Hopefully, this is still decades (or millennia) away. Until then, go out, have computers help you but not replace you, and organize your industry!

6 thoughts on “The Impact of ChatGPT on the Future of Work”

  1. Hello Christoph,

    as always your posts inspire to think about the future

    Not only about the way we produce in the future, but also what we should teach our children to find their way in this fast changing world.

    In a hurry, I don’t have an answer to this yet….

    But thank you for your inspirations!

    Many greetings
    Tobias

  2. ChatGPT has been talked about in a couple of my classes and it truly it the biggest AI technology based out there when coming to responding to text. There are certain things this ChatGPT cant do yet but since its not even been a year since its been created The world is growing at such a fast rate that the future is going to be all based off of AI which is scary to think about especially in the working world. I thought this article was very interesting and important in the business world and in technology in general that will really change the future for this world.

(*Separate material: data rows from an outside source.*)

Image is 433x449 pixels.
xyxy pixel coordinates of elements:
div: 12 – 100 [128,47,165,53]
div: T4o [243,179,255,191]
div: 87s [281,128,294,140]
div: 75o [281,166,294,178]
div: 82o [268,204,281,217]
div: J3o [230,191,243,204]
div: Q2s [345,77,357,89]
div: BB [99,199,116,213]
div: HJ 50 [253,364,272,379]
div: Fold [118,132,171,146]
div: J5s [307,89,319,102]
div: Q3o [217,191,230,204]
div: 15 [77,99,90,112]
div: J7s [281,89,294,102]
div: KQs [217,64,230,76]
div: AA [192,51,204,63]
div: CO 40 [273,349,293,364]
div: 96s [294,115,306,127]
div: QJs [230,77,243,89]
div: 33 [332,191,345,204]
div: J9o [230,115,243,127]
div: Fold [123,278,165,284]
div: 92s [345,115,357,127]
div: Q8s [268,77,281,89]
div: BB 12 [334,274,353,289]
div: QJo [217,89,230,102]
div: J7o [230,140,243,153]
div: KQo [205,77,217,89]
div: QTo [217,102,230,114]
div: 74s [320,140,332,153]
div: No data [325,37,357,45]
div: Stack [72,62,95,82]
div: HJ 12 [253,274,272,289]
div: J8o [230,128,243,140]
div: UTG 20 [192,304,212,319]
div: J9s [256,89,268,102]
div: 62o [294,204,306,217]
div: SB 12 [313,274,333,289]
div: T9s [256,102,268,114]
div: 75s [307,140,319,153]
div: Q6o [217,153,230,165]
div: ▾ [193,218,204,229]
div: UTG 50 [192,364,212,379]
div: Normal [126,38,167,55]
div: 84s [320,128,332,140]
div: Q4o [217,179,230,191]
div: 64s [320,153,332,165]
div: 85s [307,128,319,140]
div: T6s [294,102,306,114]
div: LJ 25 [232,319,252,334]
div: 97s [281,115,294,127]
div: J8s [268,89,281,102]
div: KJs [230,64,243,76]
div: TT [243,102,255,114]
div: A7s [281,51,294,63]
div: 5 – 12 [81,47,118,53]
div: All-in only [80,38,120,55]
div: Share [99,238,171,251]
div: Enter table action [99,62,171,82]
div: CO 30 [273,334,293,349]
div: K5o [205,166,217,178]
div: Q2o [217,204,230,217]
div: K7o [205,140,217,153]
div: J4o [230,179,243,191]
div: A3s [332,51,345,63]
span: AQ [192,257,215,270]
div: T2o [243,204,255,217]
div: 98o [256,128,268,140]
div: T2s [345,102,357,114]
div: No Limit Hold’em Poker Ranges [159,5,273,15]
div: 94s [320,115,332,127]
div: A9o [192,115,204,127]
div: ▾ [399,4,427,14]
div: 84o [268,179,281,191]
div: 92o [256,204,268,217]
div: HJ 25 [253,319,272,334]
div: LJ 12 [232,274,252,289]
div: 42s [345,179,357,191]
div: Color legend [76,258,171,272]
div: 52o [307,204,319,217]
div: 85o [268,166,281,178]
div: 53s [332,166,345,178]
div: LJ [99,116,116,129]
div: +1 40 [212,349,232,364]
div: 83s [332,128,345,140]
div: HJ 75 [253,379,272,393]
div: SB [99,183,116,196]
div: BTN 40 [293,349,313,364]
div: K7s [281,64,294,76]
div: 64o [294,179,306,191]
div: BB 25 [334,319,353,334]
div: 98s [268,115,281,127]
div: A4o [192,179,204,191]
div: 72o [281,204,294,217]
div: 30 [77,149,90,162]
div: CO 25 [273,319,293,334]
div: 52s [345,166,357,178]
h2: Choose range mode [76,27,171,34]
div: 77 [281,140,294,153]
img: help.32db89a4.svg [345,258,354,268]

  3. This is a really interesting blog post. I have heard about ChatGPT in my university courses, and have even had professors encouraging us to use it for assignments. Thinking about lean, I wonder if ChatGPT will become the new Google one day. There is a lot of waste in scrolling through page after page looking for the perfect website, and maybe ChatGPT could turn into our one-stop-shop for information in the future. Keep up the interesting posts!

  4. With ChatGPT, we are well on the way to creating a world where the majority of remaining economic opportunities consist of menial physical labor with subsistence wages, and marriage into a family with old money.

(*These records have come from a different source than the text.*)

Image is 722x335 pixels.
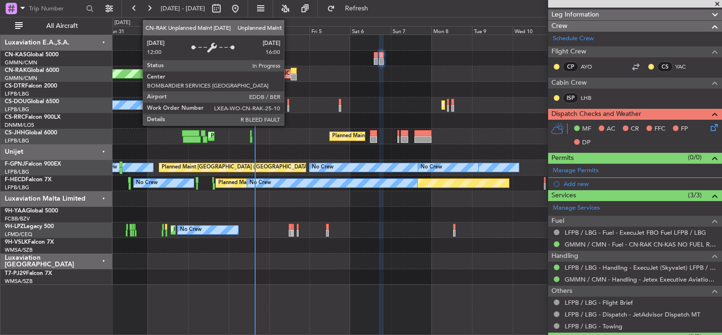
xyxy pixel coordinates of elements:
[5,52,26,58] span: CN-KAS
[581,94,602,102] a: LHB
[5,161,61,167] a: F-GPNJFalcon 900EX
[565,228,706,236] a: LFPB / LBG - Fuel - ExecuJet FBO Fuel LFPB / LBG
[688,152,702,162] span: (0/0)
[161,4,205,13] span: [DATE] - [DATE]
[563,93,578,103] div: ISP
[631,124,639,134] span: CR
[654,124,665,134] span: FFC
[5,239,54,245] a: 9H-VSLKFalcon 7X
[5,224,54,229] a: 9H-LPZLegacy 500
[147,26,188,34] div: Mon 1
[565,310,700,318] a: LFPB / LBG - Dispatch - JetAdvisor Dispatch MT
[5,231,32,238] a: LFMD/CEQ
[5,90,29,97] a: LFPB/LBG
[5,277,33,284] a: WMSA/SZB
[10,18,103,34] button: All Aircraft
[551,285,572,296] span: Others
[310,26,350,34] div: Fri 5
[229,26,269,34] div: Wed 3
[180,223,202,237] div: No Crew
[250,176,271,190] div: No Crew
[551,46,586,57] span: Flight Crew
[5,52,59,58] a: CN-KASGlobal 5000
[444,98,593,112] div: Planned Maint [GEOGRAPHIC_DATA] ([GEOGRAPHIC_DATA])
[29,1,83,16] input: Trip Number
[5,68,59,73] a: CN-RAKGlobal 6000
[337,5,377,12] span: Refresh
[107,26,147,34] div: Sun 31
[565,263,717,271] a: LFPB / LBG - Handling - ExecuJet (Skyvalet) LFPB / LBG
[565,322,622,330] a: LFPB / LBG - Towing
[5,246,33,253] a: WMSA/SZB
[332,129,481,143] div: Planned Maint [GEOGRAPHIC_DATA] ([GEOGRAPHIC_DATA])
[5,75,37,82] a: GMMN/CMN
[551,250,578,261] span: Handling
[5,130,57,136] a: CS-JHHGlobal 6000
[551,190,576,201] span: Services
[688,190,702,200] span: (3/3)
[472,26,513,34] div: Tue 9
[5,177,52,182] a: F-HECDFalcon 7X
[211,67,366,81] div: Unplanned Maint [GEOGRAPHIC_DATA] ([GEOGRAPHIC_DATA])
[551,215,564,226] span: Fuel
[5,68,27,73] span: CN-RAK
[675,62,697,71] a: YAC
[5,161,25,167] span: F-GPNJ
[5,168,29,175] a: LFPB/LBG
[5,184,29,191] a: LFPB/LBG
[551,78,587,88] span: Cabin Crew
[269,26,310,34] div: Thu 4
[5,224,24,229] span: 9H-LPZ
[582,124,591,134] span: MF
[657,61,673,72] div: CS
[25,23,100,29] span: All Aircraft
[350,26,391,34] div: Sat 6
[581,62,602,71] a: AYO
[5,83,57,89] a: CS-DTRFalcon 2000
[5,83,25,89] span: CS-DTR
[551,21,568,32] span: Crew
[5,270,52,276] a: T7-PJ29Falcon 7X
[391,26,431,34] div: Sun 7
[188,26,229,34] div: Tue 2
[565,275,717,283] a: GMMN / CMN - Handling - Jetex Executive Aviation [GEOGRAPHIC_DATA] GMMN / CMN
[553,34,594,43] a: Schedule Crew
[553,166,599,175] a: Manage Permits
[421,160,442,174] div: No Crew
[5,270,26,276] span: T7-PJ29
[211,129,360,143] div: Planned Maint [GEOGRAPHIC_DATA] ([GEOGRAPHIC_DATA])
[431,26,472,34] div: Mon 8
[551,9,599,20] span: Leg Information
[5,114,25,120] span: CS-RRC
[5,99,27,104] span: CS-DOU
[5,106,29,113] a: LFPB/LBG
[5,114,60,120] a: CS-RRCFalcon 900LX
[565,298,633,306] a: LFPB / LBG - Flight Brief
[563,61,578,72] div: CP
[681,124,688,134] span: FP
[564,180,717,188] div: Add new
[513,26,553,34] div: Wed 10
[553,203,600,213] a: Manage Services
[323,1,379,16] button: Refresh
[173,223,279,237] div: Planned Maint Nice ([GEOGRAPHIC_DATA])
[136,176,158,190] div: No Crew
[5,215,30,222] a: FCBB/BZV
[551,109,641,120] span: Dispatch Checks and Weather
[5,177,26,182] span: F-HECD
[149,19,165,27] div: [DATE]
[312,160,334,174] div: No Crew
[218,176,367,190] div: Planned Maint [GEOGRAPHIC_DATA] ([GEOGRAPHIC_DATA])
[5,208,58,214] a: 9H-YAAGlobal 5000
[5,99,59,104] a: CS-DOUGlobal 6500
[551,153,574,164] span: Permits
[582,138,591,147] span: DP
[5,239,28,245] span: 9H-VSLK
[5,121,34,129] a: DNMM/LOS
[607,124,615,134] span: AC
[114,19,130,27] div: [DATE]
[162,160,310,174] div: Planned Maint [GEOGRAPHIC_DATA] ([GEOGRAPHIC_DATA])
[5,208,26,214] span: 9H-YAA
[5,59,37,66] a: GMMN/CMN
[565,240,717,248] a: GMMN / CMN - Fuel - CN-RAK CN-KAS NO FUEL REQUIRED GMMN / CMN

    Depending on how things turn out, Guillotine Technician might become one of the more stable and secure career choices. Besides actually operating it, someone will still need to sharpen the blade, grease the skids, inspect the cables, and all the small things that need to be done regularly to keep the machine in good working order. That and emptying the basket full of severed heads into a big dumpster or something.

    But on a more serious note, fluent command of English language outside of USA and EU will most likely be no longer a marketable skill. A lot of lower remote jobs that are currently outsourced to Asia due to lower labor costs will almost certainly disappear in five years, at this rate. The cheapest of cheap labor can’t compete with a machine that costs money once and then works for free.

    On a similar note. Prof Roser, I don’t see AI taking over writing your blog anytime soon. But do consider the possibility of your writing being buried within mountains of AI-generated fluff on ad view farms.

    The Register actually did a pretty good take on generative AI here: https://www.theregister.com/2023/01/29/ai_retraining_costs/

  5. Hi Andrey, good article by The Register. They put a lot of money in ChatGPT (and others). But The payoff can also be quite huge.

    I am also a bit worried about “being buried within mountains of AI-generated fluff on ad view farms”. Already there are at least 200 kindle books on Amazon with ChatGTP being credited as a (co) author, meaning there are probably thousands more where ChatGTP was NOT credited. Worrisome!